Michael Horowitz, DOJ inspector general, outlines issues with the Bureau of Prisons' data methods, as well as staffing issues at the agency and department-wide.
The Justice Department is on board with the broader federal trend of using data to make better informed decisions, but first it needs to ensure it has all the data it needs, and in the right format.
“What we found isn’t so much the challenge of whether there’s the support for data analytics, but rather the challenge of whether the underlying information is even kept in an effective way that allows folks like ourselves, and our counterparts within the department to use the data that is maintained,” Michael Horowitz, DoJ inspector general, said on Agency in Focus: Justice Department. “As an example, we, in our data analytics effort went to the Bureau of Prisons, to ask for medical records so that we could assess whether there were indices of fraud, waste, misuse of money, in connection with healthcare providers and services that are being provided. Turned out that only about 20 of 120 BOP institutions were keeping data electronically. The other hundred or so had paper records. You can’t do data analytics, obviously, with paper records.”

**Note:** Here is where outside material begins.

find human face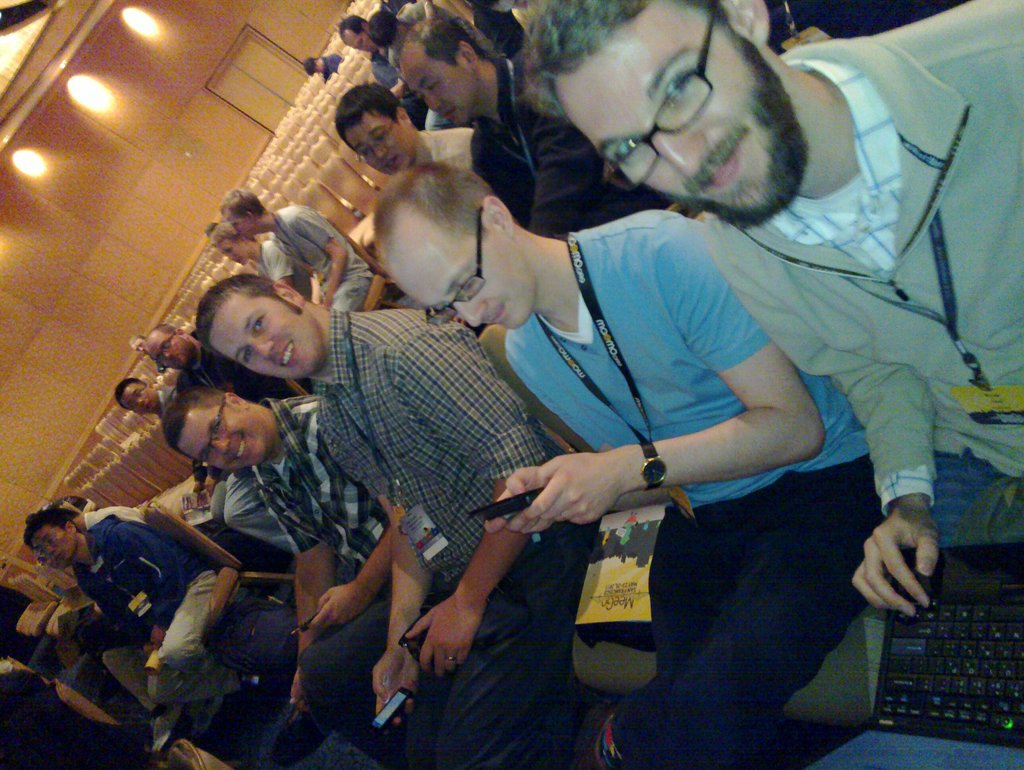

Horowitz said the DoJ OIG issued recommendations to fix that, and BOP is moving forward, but it’s emblematic of similar challenges DoJ and other agencies still face in modernizing their processes.
But that’s not the only challenge BOP faces. As with much of the rest of the DoJ and other federal agencies, it has too few employees trying to perform too much work.
“The BOP issues are very important and significant for the department. It is, by numbers, the largest employer in the department,” Horowitz said. “It’s second to the FBI in terms of its budget size. It’s about a $7 billion a year part of the department’s budget; that’s about 25% of the budget. It’s about 30% or more of the department’s employees. And as we’ve noted in in our top management challenges report year to year, they faced this dual challenge of available bed space for inmates on the one hand, and sufficient staffing of its facilities on the other.”
BOP has made progress on the overcrowding issue, Horowitz said. Though he didn’t have precise numbers at the time, he estimated they’ve gone from about 210,000 to 180,000 inmates over the last three years. That’s also helped to ease the staffing challenges, but doesn’t do away with them entirely.
“One of the areas we’ve written repeatedly on that the BOP faces staffing challenges in is in the healthcare area. And its ability to hire and retain providers in various areas,” Horowitz said. “And it has also, because of correctional officer and other staffing shortages in some prisons, it has had to use and transfer health care providers and other non-correctional officer staff to cover those jobs for various periods of times, which obviously limits their ability to do their other jobs. And that challenge remains for the BOP, at least, to some extent, maybe not as great as it was a few years ago when the prison population exceeded 200,000.”
And BOP isn’t the only DOJ component that’s facing hiring issues. Horwitz said there’s a department-wide shortage of cyber personnel, but especially at the FBI. One of the reasons DOJ is suffering in this regard is because that doesn’t fit the common perception of a DOJ employee.
“Right now, clearly, when you think of the Department of Justice, you think of the FBI, you think of prosecutors going to courtroom and pursuing trials and cases and you think of agents going out and solving some of the most significant important cases in this country,” Horowitz said. “But … what is critical about the operations of both organizations, is that doesn’t happen if you don’t have the people who are day to day doing the heavy lifting of following the leads, looking at what the data looks like, doing the data analytics, following the various pieces of information and data that is out there, to piece together what is ultimately the investigation and the leads that are needed to solve the most challenging cases, whether they’re criminal intelligence related. Those are the folks that are very much needed to do that.”
Horowitz also said the aging of the workforce is an area of concern, as more and more leadership within the department approaches retirement age. That’s one of the reasons DOJ is reaching out to potential future workers as early as high school, trying to attract younger people to replace the ones who are aging out. And Horowitz has found there’s one main motivator in attracting these young people.
“The mission is ultimately as strong a selling point as you can have,” Horowitz said. “This department of justice, FBI, OIG, our office has a tremendously strong selling point in that regard. What the department and the FBI do every day is seek to make this country safer and our community safer. And we do that here in terms of selling point at the OIG as well as, as I’m out there looking for those kinds of folks to come in here, which our job is to help make the Justice Department and the FBI more effective in protecting and advancing the justice system. And that is what ultimately attracts people here. But you’ve got to get that message out.”